Vaccines work by effectively creating immune cells that have a long lifespan—often for decades. These immune cells create a defence barrier that can prevent or reduce re-infection, as well as a memory that allows us to detect a past invader, such as a virus, and eradicate it before it causes illness. While the importance of these “long lived plasma cells” has long been recognised, how and when they are created following immunisation has remained unknown. These cells produce the antibody in our blood that acts as a barrier.

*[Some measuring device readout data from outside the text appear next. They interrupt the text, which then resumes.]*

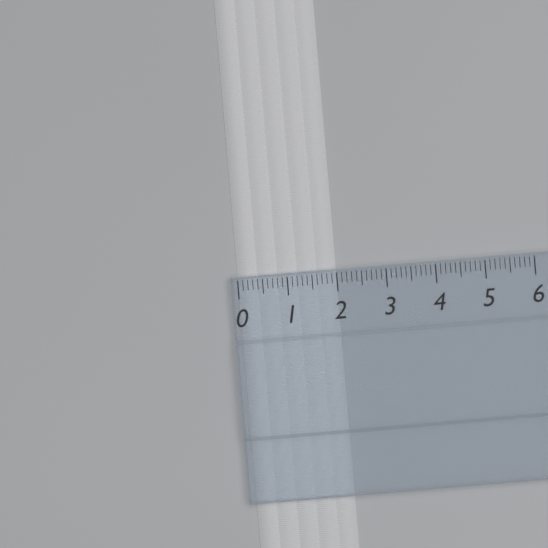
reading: 2.0 (no unit)
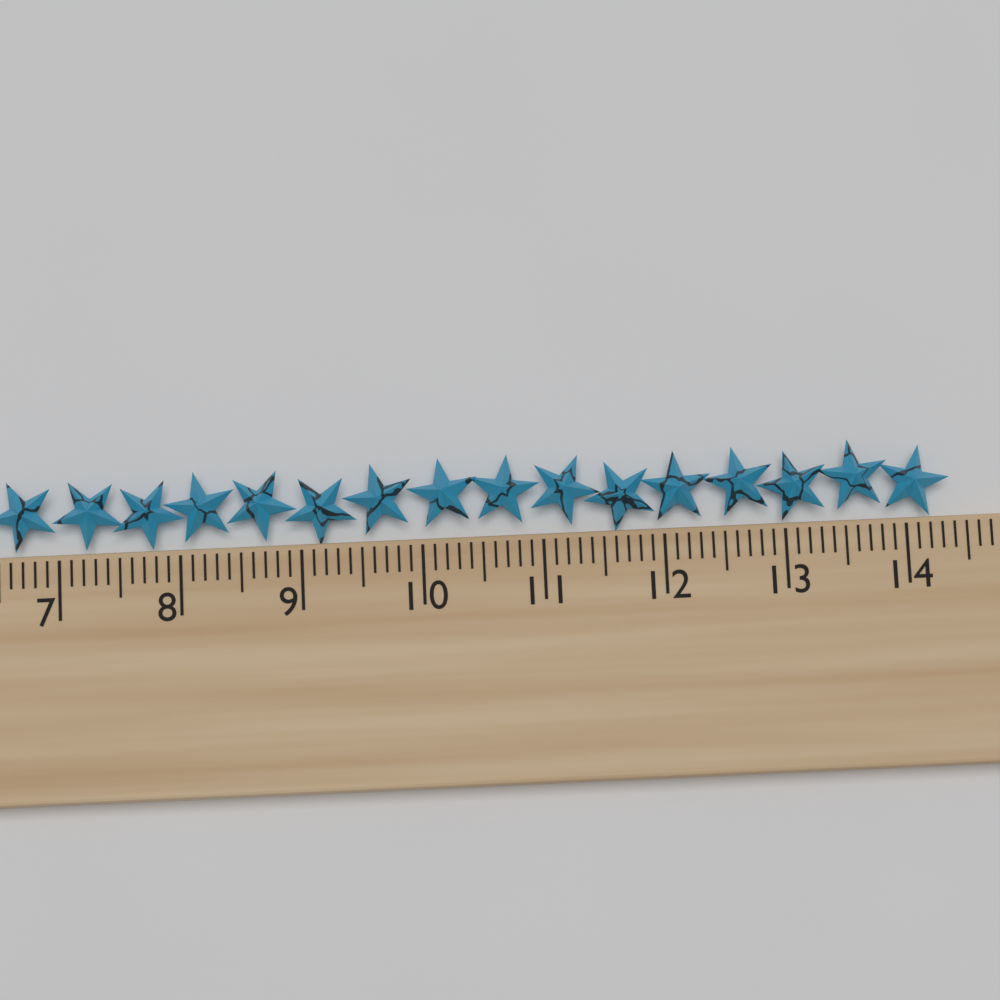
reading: 14.4 cm
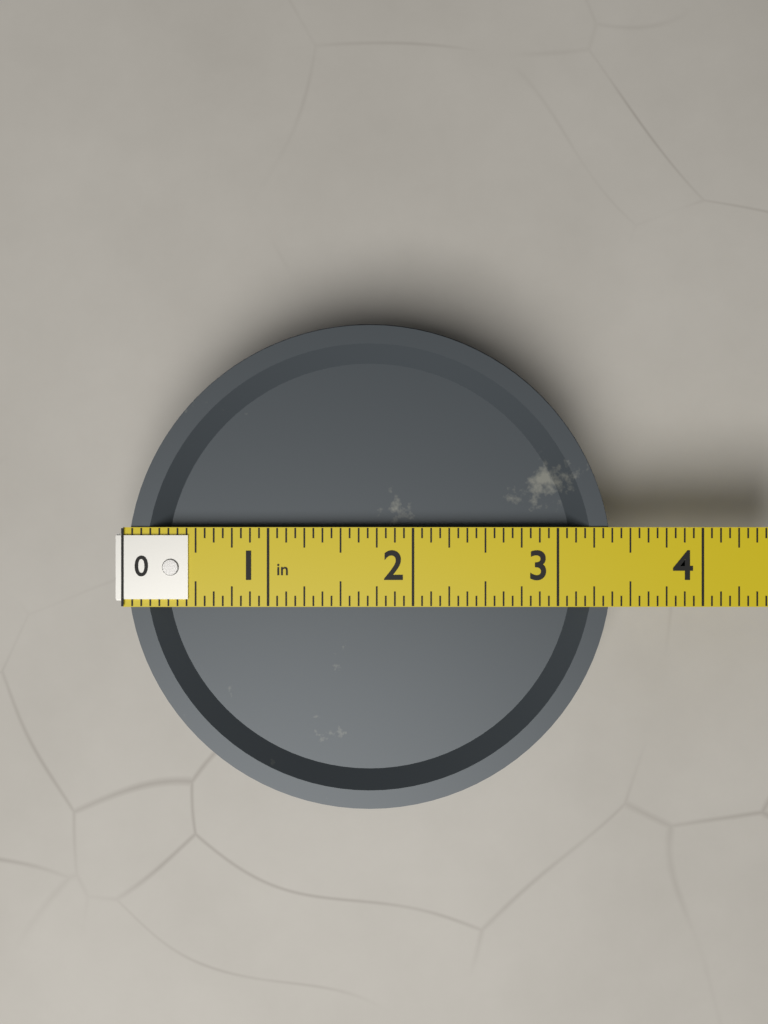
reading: 3.4000 in
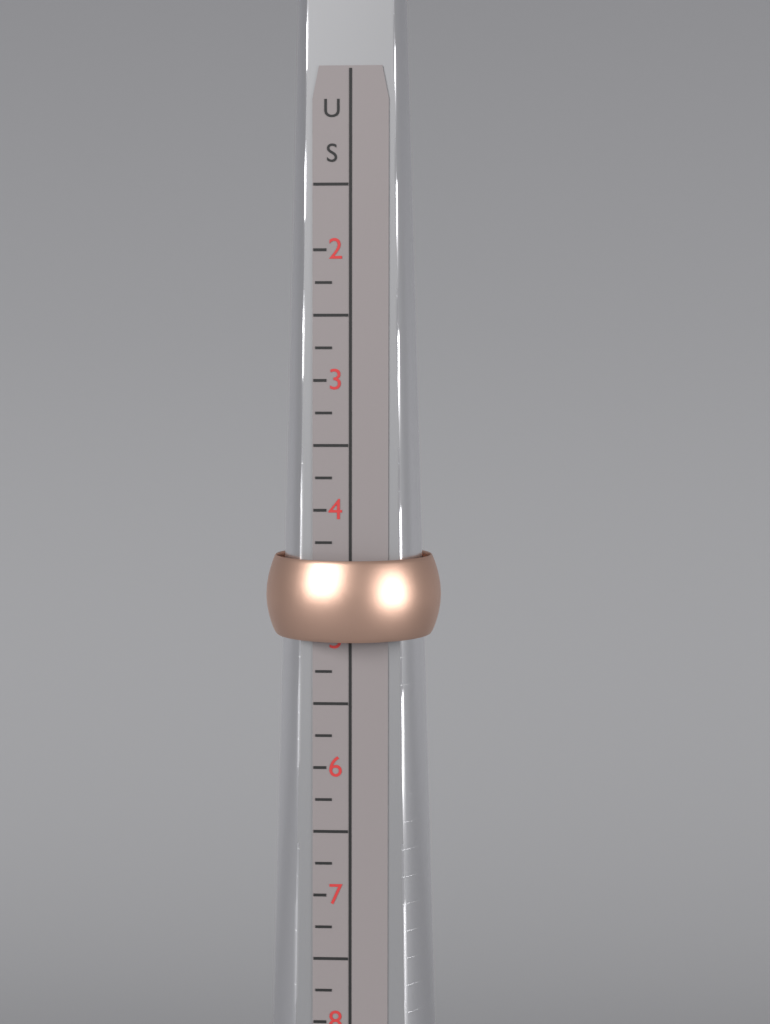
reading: 5.00 US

A team led by Dr. Marcus Robinson and Professor David Tarlinton from Monash University’s Immune Memory Laboratory, and published in the prestigious Science Immunology journal, demonstrated in real time how immune memory cells are stored in the bone marrow at a rate of one single cell per hour for several weeks after immunisation. To trace the slow growth of these cells, the researchers utilised a genetic approach in mice. This approach, known as timestamping, enables researchers to permanently record all plasma cells present at a certain moment after immunisation and then return later to identify those that have survived and are therefore long-lived.

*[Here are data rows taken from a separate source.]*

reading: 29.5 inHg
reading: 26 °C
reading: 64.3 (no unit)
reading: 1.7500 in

The researchers showed the history of the accumulation of these long-lived cells by doing this on a regular basis following immunisation, pinpointing when they were formed and where they travelled.
After receiving a vaccine, we are mostly resistant to that illness because our systems continue to produce antibodies against the vaccinated sickness, effectively keeping us topped up on these antibodies.
While we know where these long-lived plasma cells are created in the body, including lymph nodes, tonsils, and the gut, we don’t know what causes some vaccinations to lead to these cells being around for decades vs some that expire after a few months.

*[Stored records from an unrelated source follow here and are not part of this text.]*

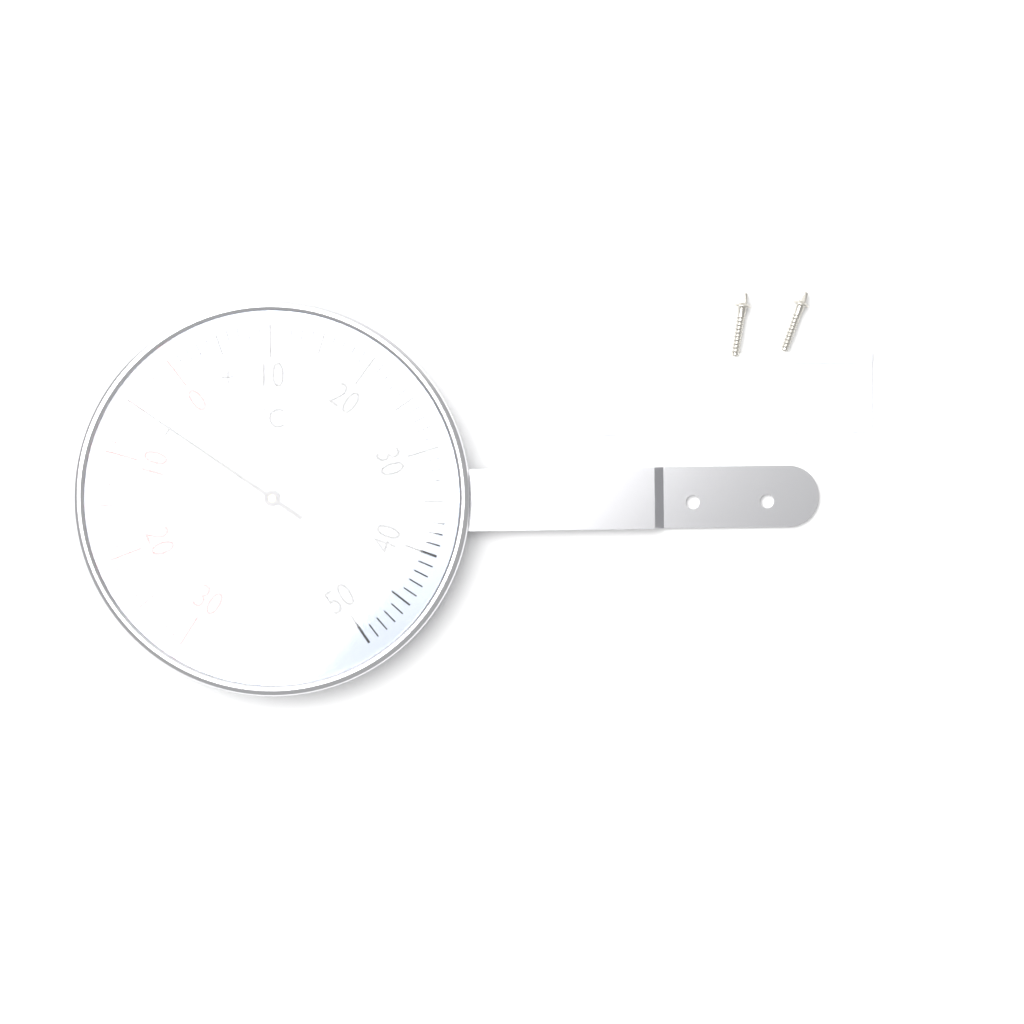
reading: -5 °C
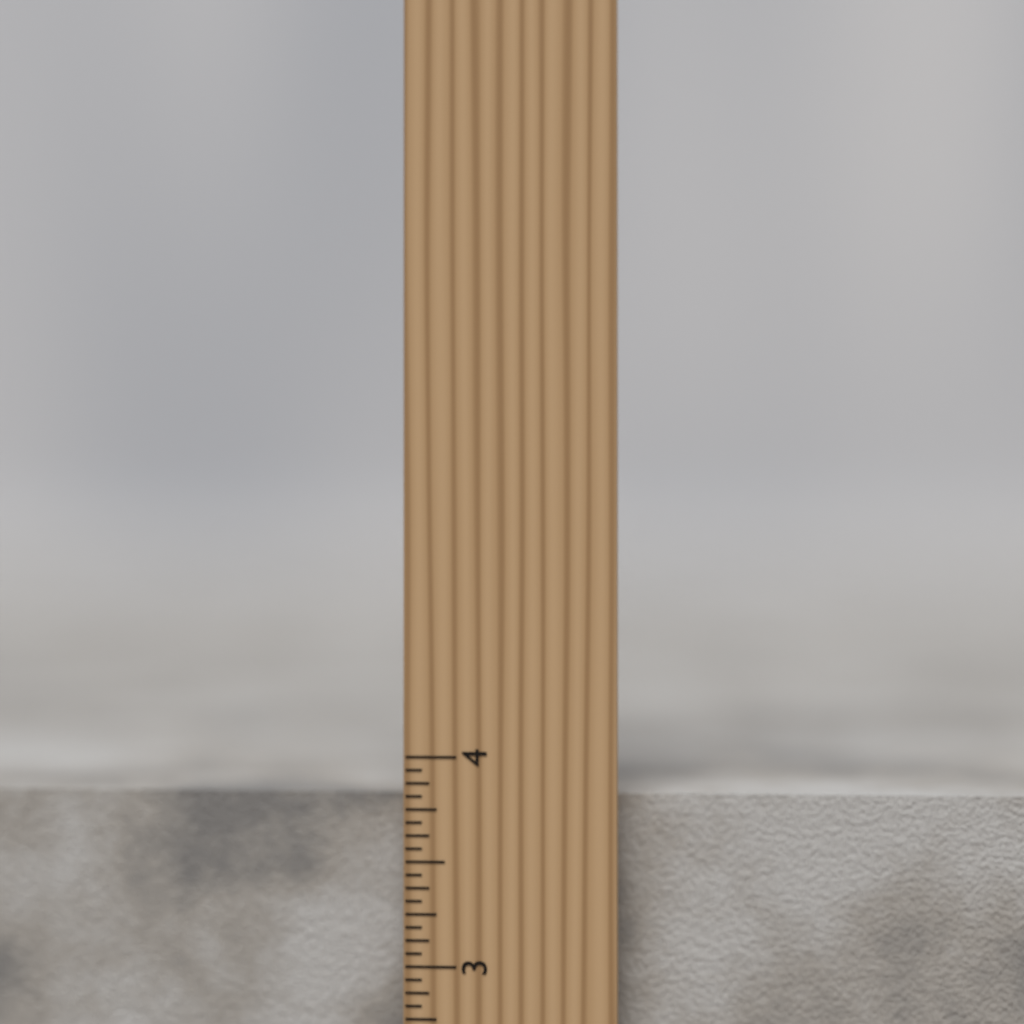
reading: 3.8125 inch
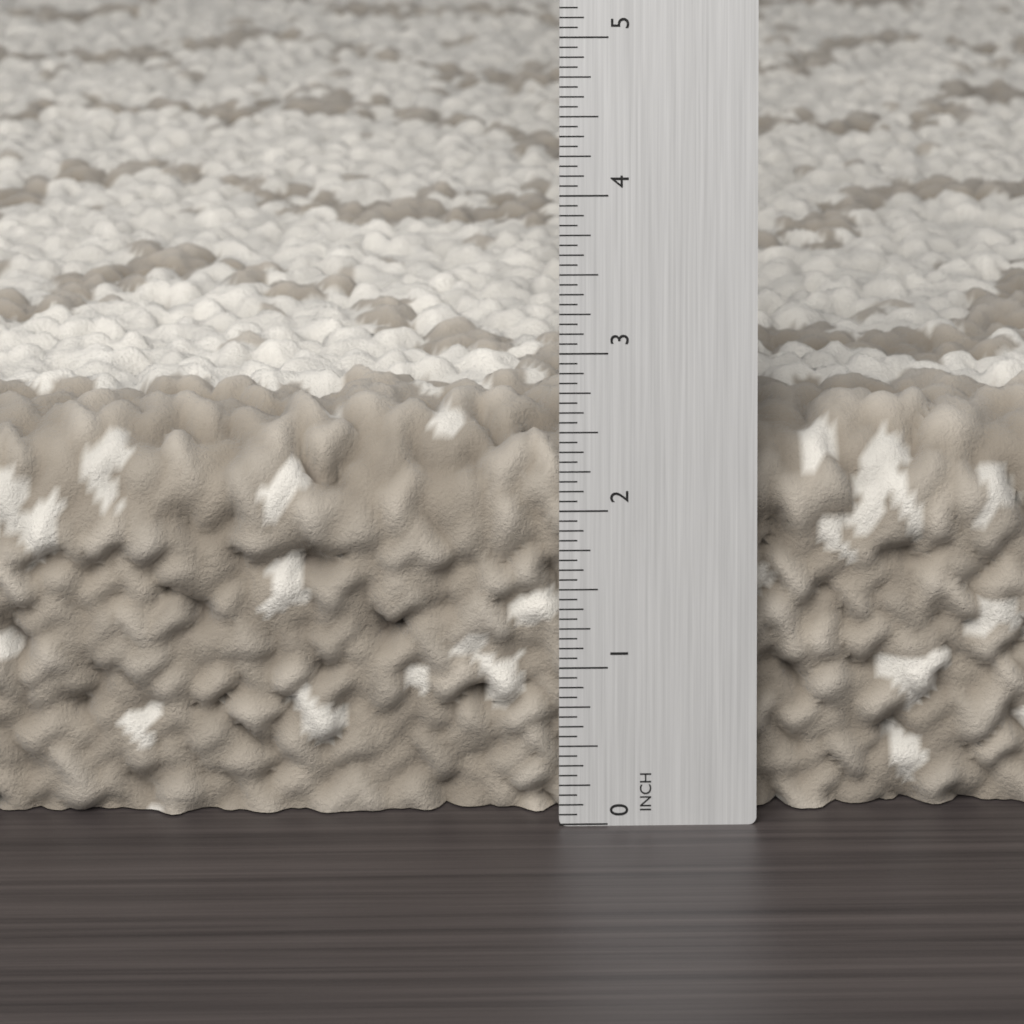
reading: 2.5625 in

Given the global interest in long-term immunity conferred by COVID vaccines, understanding this mechanism is becoming increasingly important.
Using a mouse model in which a fluorescent protein (named the TdTomato protein) was produced only in cells making antibodies against a particular vaccination.
Because these cells fluoresced, researchers were able to follow individual cells as they were generated and preserved.
The researchers employed a number of methods to identify just the plasma cells produced by the vaccination.

All plasma cells in the mouse model produced a fluorescent protein (called TdTomato protein), and among those, they identified those that recognised the vaccination, and ultimately, they determined when those cells were formed and hence how old they were by utilising the timestamp.
According to Professor Tarlinton, monitoring these individual cells as they are created, mature, and are kept to defend us from a certain virus or bacteria’s recurring invasion “may enrich our knowledge of how the recruitment of long-lived plasma cells happens.”
Because of the study’s complexity, the researchers were able to discover other elements of the development of particular immunity:

How do plasma cells get into the bone marrow?
Whether these plasma cells must displace other cells when kept in places like bone marrow.
Or if these cells “discover” an empty niche left by earlier plasma cells dying or going elsewhere.
Mapping these cells indicated that one immunisation in a mouse resulted in the production of around 40,000 persistent plasma cells in the bone marrow. Following the first flourish, these cells drop at a rate of roughly 0.1% per day, with a half life of around 700 days, providing both an indication of the length of protection and identifying the long-lived cells for further investigation.

Understanding how these long-lived plasma cells are generated, live, and die, according to Professor Tarlinton, “will inform our ability to modulate their recruitment, through different vaccine combinations or delivery strategies – ultimately allowing us to be able to increase the longevity of immunity.”
“In fact, there is recent work in Nature that demonstrates how changing the mechanics of vaccination may drastically impact the character of the immune response, and we would expect the development of these particular cells that have been the focus of our work.”